Rapunzel

Character Analysis

Issues—We Have Them

If your parents sold you to a sorceress for a handful of lettuce, you'd have issues too. Having zero social contact outside the tower probably isn't helping, either (and this was in the days before Facebook). So it's no big surprise that our dear Rapunzel ends up, um, a tad fickle and jumps the bones of the first guy she meets (who, luckily, turns out to be a prince).

When the sorceress finds out about their tryst, she is understandably ticked off. After all, didn't she raise Rapunzel with better values? Didn't she try to protect her from the wicked world by putting her in that tower? Yeah, you try to tell a teenager that something is for her own good. Good luck.

Rapunzel the Rebel

Why does Rapunzel flip out on her adoptive mom? It might have something to do with how the sorceress cut her off from the world entirely. We mean, we're talking about the days before the Internet. Nowadays, if you're grounded, you can just jump into cyberspace and chat it up with your friends, but in early modern Europe, people only locked themselves away from society if they were like, monks or hermits or nuns—a.k.a. super-religious people. Turning away from the world basically meant choosing to be more holy…and it doesn't seem like Rapunzel got that choice.

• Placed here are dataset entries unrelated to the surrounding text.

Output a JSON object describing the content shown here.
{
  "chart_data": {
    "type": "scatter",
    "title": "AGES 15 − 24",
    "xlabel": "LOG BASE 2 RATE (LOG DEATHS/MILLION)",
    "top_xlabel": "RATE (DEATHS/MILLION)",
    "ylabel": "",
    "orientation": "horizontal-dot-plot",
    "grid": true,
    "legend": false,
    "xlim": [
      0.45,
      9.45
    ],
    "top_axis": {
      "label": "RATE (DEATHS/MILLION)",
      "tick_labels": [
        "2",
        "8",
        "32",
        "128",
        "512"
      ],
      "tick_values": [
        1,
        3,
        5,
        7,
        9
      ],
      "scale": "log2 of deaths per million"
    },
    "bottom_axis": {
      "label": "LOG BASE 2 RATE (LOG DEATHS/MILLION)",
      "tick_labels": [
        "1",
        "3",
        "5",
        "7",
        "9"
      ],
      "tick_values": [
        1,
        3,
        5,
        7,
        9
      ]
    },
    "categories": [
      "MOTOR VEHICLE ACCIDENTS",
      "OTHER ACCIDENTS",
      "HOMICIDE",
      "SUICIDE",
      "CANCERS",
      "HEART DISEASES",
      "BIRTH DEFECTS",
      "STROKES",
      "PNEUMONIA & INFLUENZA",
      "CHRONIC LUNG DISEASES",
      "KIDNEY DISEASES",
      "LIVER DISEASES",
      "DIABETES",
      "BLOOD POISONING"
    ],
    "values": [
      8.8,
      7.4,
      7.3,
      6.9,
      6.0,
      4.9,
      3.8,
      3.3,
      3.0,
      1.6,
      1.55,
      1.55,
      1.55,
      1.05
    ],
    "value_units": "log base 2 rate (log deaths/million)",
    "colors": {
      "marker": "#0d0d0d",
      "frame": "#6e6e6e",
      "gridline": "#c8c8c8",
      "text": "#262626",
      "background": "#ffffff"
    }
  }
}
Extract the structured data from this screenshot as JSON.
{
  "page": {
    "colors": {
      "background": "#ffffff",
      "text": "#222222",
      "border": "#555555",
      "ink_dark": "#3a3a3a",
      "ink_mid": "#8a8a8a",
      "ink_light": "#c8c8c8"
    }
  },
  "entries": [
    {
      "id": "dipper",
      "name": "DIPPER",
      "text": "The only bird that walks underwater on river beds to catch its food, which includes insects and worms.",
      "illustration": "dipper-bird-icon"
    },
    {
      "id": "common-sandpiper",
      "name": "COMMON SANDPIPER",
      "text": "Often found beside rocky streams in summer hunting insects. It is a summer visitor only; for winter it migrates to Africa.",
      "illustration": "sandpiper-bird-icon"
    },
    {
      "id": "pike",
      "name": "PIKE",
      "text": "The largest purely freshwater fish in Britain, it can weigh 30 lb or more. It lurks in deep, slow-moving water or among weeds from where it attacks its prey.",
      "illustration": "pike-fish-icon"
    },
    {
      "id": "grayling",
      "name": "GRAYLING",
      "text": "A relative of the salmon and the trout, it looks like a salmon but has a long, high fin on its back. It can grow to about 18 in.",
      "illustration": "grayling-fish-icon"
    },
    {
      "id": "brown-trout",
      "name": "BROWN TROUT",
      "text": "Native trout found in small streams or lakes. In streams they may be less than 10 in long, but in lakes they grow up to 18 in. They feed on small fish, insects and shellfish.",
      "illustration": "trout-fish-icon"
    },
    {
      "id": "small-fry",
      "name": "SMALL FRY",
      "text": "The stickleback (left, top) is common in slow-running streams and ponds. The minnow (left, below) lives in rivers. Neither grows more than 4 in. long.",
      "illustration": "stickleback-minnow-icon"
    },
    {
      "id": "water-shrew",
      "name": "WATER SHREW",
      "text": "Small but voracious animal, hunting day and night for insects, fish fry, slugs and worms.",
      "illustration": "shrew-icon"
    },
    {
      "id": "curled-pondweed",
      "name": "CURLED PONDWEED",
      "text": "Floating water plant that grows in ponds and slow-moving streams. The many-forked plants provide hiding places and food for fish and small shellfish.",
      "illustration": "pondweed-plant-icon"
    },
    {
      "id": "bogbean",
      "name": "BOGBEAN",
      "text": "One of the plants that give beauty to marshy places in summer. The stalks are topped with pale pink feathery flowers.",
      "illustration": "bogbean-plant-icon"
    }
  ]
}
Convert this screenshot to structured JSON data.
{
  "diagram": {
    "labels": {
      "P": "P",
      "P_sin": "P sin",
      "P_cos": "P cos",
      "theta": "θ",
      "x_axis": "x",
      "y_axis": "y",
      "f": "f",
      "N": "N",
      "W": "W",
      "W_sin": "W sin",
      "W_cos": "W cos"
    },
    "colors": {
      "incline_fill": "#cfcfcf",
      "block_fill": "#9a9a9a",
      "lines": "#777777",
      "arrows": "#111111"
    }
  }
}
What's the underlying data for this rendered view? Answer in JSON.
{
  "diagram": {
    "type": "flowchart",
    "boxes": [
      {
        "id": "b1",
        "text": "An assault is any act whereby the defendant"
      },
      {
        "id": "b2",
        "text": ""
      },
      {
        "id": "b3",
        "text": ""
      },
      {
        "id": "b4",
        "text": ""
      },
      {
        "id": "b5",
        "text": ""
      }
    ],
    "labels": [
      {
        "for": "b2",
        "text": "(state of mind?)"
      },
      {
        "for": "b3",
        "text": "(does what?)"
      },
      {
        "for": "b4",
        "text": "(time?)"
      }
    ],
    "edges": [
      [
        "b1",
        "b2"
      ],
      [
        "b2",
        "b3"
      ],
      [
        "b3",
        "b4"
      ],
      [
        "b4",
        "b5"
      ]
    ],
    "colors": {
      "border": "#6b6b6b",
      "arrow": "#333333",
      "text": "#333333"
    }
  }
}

When the prince hears her song, we're told, "It was Rapunzel, who passed the time in her solitude by letting her sweet voice resound in the forest." So she has a hobby: singing. We're not told whether she wants to make a career of it, or just sings to pass the time, or is secretly practicing to enter German Idol. This at least distinguishes her from other fairy-tale heroines, who just hang out looking pretty all day.

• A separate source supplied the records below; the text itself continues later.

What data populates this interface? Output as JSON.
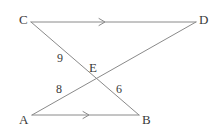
{
  "figure": {
    "background_color": "#ffffff",
    "stroke_color": "#8a8a8a",
    "text_color": "#3a3a3a",
    "vertices": [
      {
        "name": "C",
        "label": "C",
        "x": 31,
        "y": 22,
        "label_x": 19,
        "label_y": 24
      },
      {
        "name": "D",
        "label": "D",
        "x": 196,
        "y": 22,
        "label_x": 199,
        "label_y": 24
      },
      {
        "name": "E",
        "label": "E",
        "x": 95,
        "y": 78,
        "label_x": 89,
        "label_y": 72
      },
      {
        "name": "A",
        "label": "A",
        "x": 32,
        "y": 115,
        "label_x": 19,
        "label_y": 124
      },
      {
        "name": "B",
        "label": "B",
        "x": 139,
        "y": 115,
        "label_x": 142,
        "label_y": 124
      }
    ],
    "segments": [
      {
        "name": "segment-CD",
        "from": "C",
        "to": "D",
        "arrow": true,
        "arrow_x": 104,
        "arrow_y": 22
      },
      {
        "name": "segment-AB",
        "from": "A",
        "to": "B",
        "arrow": true,
        "arrow_x": 88,
        "arrow_y": 115
      },
      {
        "name": "segment-CB",
        "from": "C",
        "to": "B",
        "arrow": false
      },
      {
        "name": "segment-AD",
        "from": "A",
        "to": "D",
        "arrow": false
      }
    ],
    "measurements": [
      {
        "name": "length-CE",
        "value": "9",
        "segment": "C-E",
        "x": 57,
        "y": 62
      },
      {
        "name": "length-AE",
        "value": "8",
        "segment": "A-E",
        "x": 56,
        "y": 93
      },
      {
        "name": "length-EB",
        "value": "6",
        "segment": "E-B",
        "x": 116,
        "y": 93
      }
    ]
  }
}
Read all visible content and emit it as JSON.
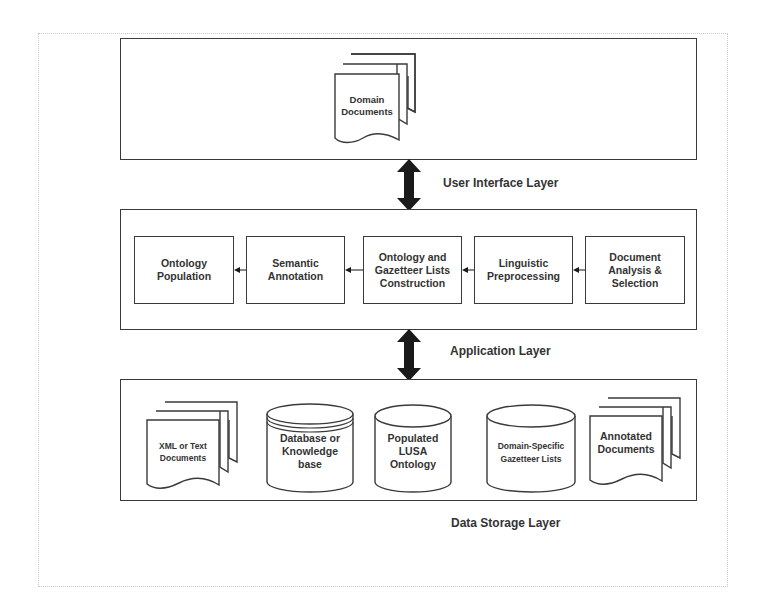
{
  "diagram": {
    "layers": [
      {
        "id": "ui",
        "label": "User Interface Layer",
        "items": [
          {
            "type": "document-stack",
            "label": "Domain\nDocuments"
          }
        ]
      },
      {
        "id": "app",
        "label": "Application Layer",
        "items": [
          {
            "type": "process",
            "label": "Ontology\nPopulation"
          },
          {
            "type": "process",
            "label": "Semantic\nAnnotation"
          },
          {
            "type": "process",
            "label": "Ontology and\nGazetteer Lists\nConstruction"
          },
          {
            "type": "process",
            "label": "Linguistic\nPreprocessing"
          },
          {
            "type": "process",
            "label": "Document\nAnalysis &\nSelection"
          }
        ],
        "flow": "right-to-left"
      },
      {
        "id": "storage",
        "label": "Data Storage Layer",
        "items": [
          {
            "type": "document-stack",
            "label": "XML or Text\nDocuments"
          },
          {
            "type": "cylinder",
            "label": "Database or\nKnowledge\nbase"
          },
          {
            "type": "cylinder",
            "label": "Populated\nLUSA\nOntology"
          },
          {
            "type": "cylinder",
            "label": "Domain-Specific\nGazetteer Lists"
          },
          {
            "type": "document-stack",
            "label": "Annotated\nDocuments"
          }
        ]
      }
    ],
    "connectors": [
      {
        "from": "ui",
        "to": "app",
        "type": "bidirectional-arrow"
      },
      {
        "from": "app",
        "to": "storage",
        "type": "bidirectional-arrow"
      }
    ],
    "colors": {
      "stroke": "#3a3a3a",
      "arrow_fill": "#1a1a1a",
      "background": "#ffffff",
      "frame": "#c8c8c8"
    }
  }
}
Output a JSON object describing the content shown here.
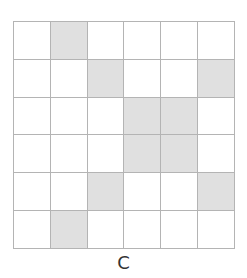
{
  "figure": {
    "label": "C",
    "rows": 6,
    "cols": 6,
    "colors": {
      "shaded": "#e0e0e0",
      "empty": "#ffffff",
      "grid_line": "#b4b4b4"
    },
    "cells": [
      [
        0,
        1,
        0,
        0,
        0,
        0
      ],
      [
        0,
        0,
        1,
        0,
        0,
        1
      ],
      [
        0,
        0,
        0,
        1,
        1,
        0
      ],
      [
        0,
        0,
        0,
        1,
        1,
        0
      ],
      [
        0,
        0,
        1,
        0,
        0,
        1
      ],
      [
        0,
        1,
        0,
        0,
        0,
        0
      ]
    ]
  }
}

Even after she and the prince lay plans to escape (he brings her silk she'll weave into a ladder, since climbing down her own hair could definitely get awkward), she manages to sabotage herself by saying to the sorceress, "Mother Gothel, how is it that you're much heavier than the prince? When I pull him up, he's here in a second!" (Rapunzel.44). We gotta wonder: is Rapunzel really that stupid, or was she having second thoughts about facing the big wide world? Does she want to quash the rebel inside and sit pretty in the tower for all time?

The Hairless Wonder

Everyone makes a big deal about Rapunzel's hair, and then the sorceress cuts it off to punish her for consorting with the prince: "In fury she seized Rapunzel's beautiful hair, wrapped it around her left hand several times, grabbed a pair of scissors with her right hand, and snip, snap the hair was cut off, and the beautiful braids lay on the ground" (Rapunzel.44). That sounds at least a little traumatic, and in fairy tales where beauty is basically synonymous with goodness and desirability, you have to wonder what kind of a number this scene does on Rapunzel's self-esteem. What's it like to go from bold and gold to bald?

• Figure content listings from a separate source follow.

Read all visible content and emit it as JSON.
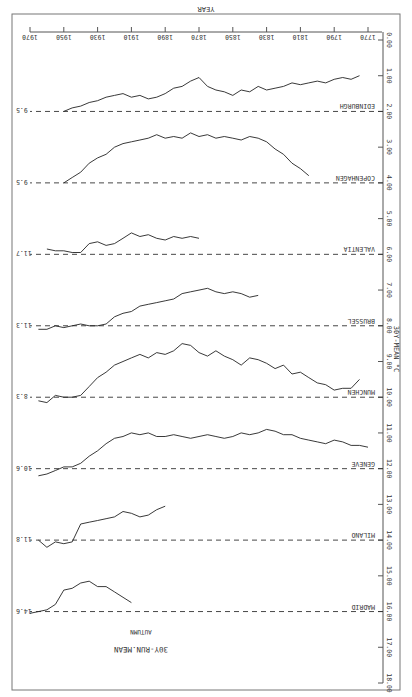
{
  "chart_data": {
    "type": "line",
    "title": "30Y-RUN.MEAN",
    "subtitle": "AUTUMN",
    "xlabel": "YEAR",
    "ylabel": "30Y-MEAN °C",
    "orientation_note": "figure rendered rotated 180 degrees",
    "x_ticks": [
      1770,
      1790,
      1810,
      1830,
      1850,
      1870,
      1890,
      1910,
      1930,
      1950,
      1970
    ],
    "xlim": [
      1770,
      1970
    ],
    "y_ticks": [
      "0.00",
      "1.00",
      "2.00",
      "3.00",
      "4.00",
      "5.00",
      "6.00",
      "7.00",
      "8.00",
      "9.00",
      "10.00",
      "11.00",
      "12.00",
      "13.00",
      "14.00",
      "15.00",
      "16.00",
      "17.00",
      "18.00"
    ],
    "ylim": [
      0,
      18
    ],
    "grid": false,
    "series": [
      {
        "name": "EDINBURGH",
        "baseline": 9.5,
        "baseline_axis": 2.0,
        "x": [
          1775,
          1780,
          1785,
          1790,
          1795,
          1800,
          1805,
          1810,
          1815,
          1820,
          1825,
          1830,
          1835,
          1840,
          1845,
          1850,
          1855,
          1860,
          1865,
          1870,
          1875,
          1880,
          1885,
          1890,
          1895,
          1900,
          1905,
          1910,
          1915,
          1920,
          1925,
          1930,
          1935,
          1940,
          1945,
          1950
        ],
        "y": [
          1.0,
          1.1,
          1.05,
          1.1,
          1.2,
          1.15,
          1.2,
          1.25,
          1.2,
          1.3,
          1.35,
          1.4,
          1.3,
          1.45,
          1.4,
          1.55,
          1.45,
          1.4,
          1.3,
          1.05,
          1.15,
          1.3,
          1.35,
          1.5,
          1.6,
          1.65,
          1.55,
          1.6,
          1.5,
          1.55,
          1.6,
          1.7,
          1.75,
          1.85,
          1.9,
          2.0
        ]
      },
      {
        "name": "COPENHAGEN",
        "baseline": 9.5,
        "baseline_axis": 4.0,
        "x": [
          1805,
          1810,
          1815,
          1820,
          1825,
          1830,
          1835,
          1840,
          1845,
          1850,
          1855,
          1860,
          1865,
          1870,
          1875,
          1880,
          1885,
          1890,
          1895,
          1900,
          1905,
          1910,
          1915,
          1920,
          1925,
          1930,
          1935,
          1940,
          1945,
          1950
        ],
        "y": [
          3.8,
          3.6,
          3.45,
          3.2,
          3.05,
          2.85,
          2.75,
          2.7,
          2.8,
          2.75,
          2.7,
          2.75,
          2.65,
          2.7,
          2.6,
          2.75,
          2.7,
          2.75,
          2.65,
          2.75,
          2.8,
          2.85,
          2.9,
          3.0,
          3.2,
          3.3,
          3.45,
          3.7,
          3.85,
          4.0
        ]
      },
      {
        "name": "VALENTIA",
        "baseline": 11.7,
        "baseline_axis": 6.0,
        "x": [
          1870,
          1875,
          1880,
          1885,
          1890,
          1895,
          1900,
          1905,
          1910,
          1915,
          1920,
          1925,
          1930,
          1935,
          1940,
          1945,
          1950,
          1955,
          1960
        ],
        "y": [
          5.55,
          5.5,
          5.55,
          5.5,
          5.6,
          5.55,
          5.45,
          5.5,
          5.4,
          5.55,
          5.7,
          5.75,
          5.65,
          5.7,
          5.95,
          5.95,
          5.9,
          5.9,
          5.85
        ]
      },
      {
        "name": "BRUSSEL",
        "baseline": 11.3,
        "baseline_axis": 8.0,
        "x": [
          1835,
          1840,
          1845,
          1850,
          1855,
          1860,
          1865,
          1870,
          1875,
          1880,
          1885,
          1890,
          1895,
          1900,
          1905,
          1910,
          1915,
          1920,
          1925,
          1930,
          1935,
          1940,
          1945,
          1950,
          1955,
          1960,
          1965
        ],
        "y": [
          7.15,
          7.2,
          7.1,
          7.05,
          7.1,
          7.05,
          6.95,
          7.0,
          7.05,
          7.1,
          7.25,
          7.3,
          7.35,
          7.4,
          7.45,
          7.6,
          7.65,
          7.75,
          7.95,
          8.0,
          8.0,
          7.95,
          8.0,
          8.05,
          8.0,
          8.1,
          8.1
        ]
      },
      {
        "name": "MUNCHEN",
        "baseline": 8.3,
        "baseline_axis": 10.0,
        "x": [
          1775,
          1780,
          1785,
          1790,
          1795,
          1800,
          1805,
          1810,
          1815,
          1820,
          1825,
          1830,
          1835,
          1840,
          1845,
          1850,
          1855,
          1860,
          1865,
          1870,
          1875,
          1880,
          1885,
          1890,
          1895,
          1900,
          1905,
          1910,
          1915,
          1920,
          1925,
          1930,
          1935,
          1940,
          1945,
          1950,
          1955,
          1960,
          1965
        ],
        "y": [
          9.5,
          9.75,
          9.75,
          9.8,
          9.65,
          9.6,
          9.45,
          9.3,
          9.35,
          9.1,
          9.2,
          9.05,
          8.95,
          8.9,
          9.1,
          8.95,
          8.85,
          8.7,
          8.85,
          8.75,
          8.55,
          8.5,
          8.7,
          8.8,
          8.75,
          8.9,
          8.8,
          8.9,
          9.0,
          9.1,
          9.3,
          9.45,
          9.7,
          9.95,
          10.0,
          10.0,
          9.95,
          10.15,
          10.1
        ]
      },
      {
        "name": "GENEVE",
        "baseline": 10.6,
        "baseline_axis": 12.0,
        "x": [
          1770,
          1775,
          1780,
          1785,
          1790,
          1795,
          1800,
          1805,
          1810,
          1815,
          1820,
          1825,
          1830,
          1835,
          1840,
          1845,
          1850,
          1855,
          1860,
          1865,
          1870,
          1875,
          1880,
          1885,
          1890,
          1895,
          1900,
          1905,
          1910,
          1915,
          1920,
          1925,
          1930,
          1935,
          1940,
          1945,
          1950,
          1955,
          1960,
          1965
        ],
        "y": [
          11.4,
          11.35,
          11.35,
          11.25,
          11.2,
          11.3,
          11.25,
          11.2,
          11.15,
          11.05,
          11.05,
          10.95,
          10.9,
          11.0,
          11.05,
          11.0,
          11.1,
          11.15,
          11.1,
          11.05,
          11.1,
          11.15,
          11.1,
          11.05,
          11.1,
          11.1,
          11.0,
          11.05,
          11.0,
          11.1,
          11.15,
          11.3,
          11.5,
          11.65,
          11.85,
          11.95,
          11.95,
          12.05,
          12.15,
          12.2
        ]
      },
      {
        "name": "MILANO",
        "baseline": 11.8,
        "baseline_axis": 14.0,
        "x": [
          1890,
          1895,
          1900,
          1905,
          1910,
          1915,
          1920,
          1925,
          1930,
          1935,
          1940,
          1945,
          1950,
          1955,
          1960,
          1965
        ],
        "y": [
          13.05,
          13.15,
          13.3,
          13.35,
          13.25,
          13.2,
          13.35,
          13.4,
          13.45,
          13.5,
          13.55,
          14.05,
          14.1,
          14.05,
          14.2,
          14.0
        ]
      },
      {
        "name": "MADRID",
        "baseline": 14.6,
        "baseline_axis": 16.0,
        "x": [
          1910,
          1915,
          1920,
          1925,
          1930,
          1935,
          1940,
          1945,
          1950,
          1955,
          1960,
          1965,
          1970
        ],
        "y": [
          15.75,
          15.6,
          15.45,
          15.3,
          15.3,
          15.15,
          15.2,
          15.35,
          15.4,
          15.8,
          15.95,
          16.0,
          16.05
        ]
      }
    ]
  },
  "labels": {
    "title": "30Y-RUN.MEAN",
    "subtitle": "AUTUMN",
    "xlabel": "YEAR",
    "ylabel": "30Y-MEAN   °C"
  }
}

Most fairy-tale heroines suffer degradation or persecution (e.g., Cinderella scrubbing in the ashes, Snow White being cast out of her own kingdom), but then they get hitched and live happily ever after. So it kind of stinks that Rapunzel has to endure this solitary youth, and then endure even more struggles once she's grown up and reached marriageable age. Instead of nabbing herself a man, she winds up a bald, single mother of two. Why no reward for our girl's years of suffering?

Well she probably has to pay some sort of price for acting in what early modern German's might have seen as a less than respectable way. We mean, if she pops out a pair of twins, then we know for sure that she and her prince were definitely up to more than just chatting in that tower. So she's banished to a desolate land, bald, and with two babies and zero hope.

This is where having a fairy godmother would come in handy, but Rapunzel manages to pull a miracle out of thin air all on her own when she meets her prince and heals his blindness with her tears. Why she has magic tears, we don't know, but it works out in her favor since the prince takes her and the kids back to his kingdom. And hey, if she can make it through a rocky adolescence, so can anyone. It just takes some folks a bit longer to come out on top.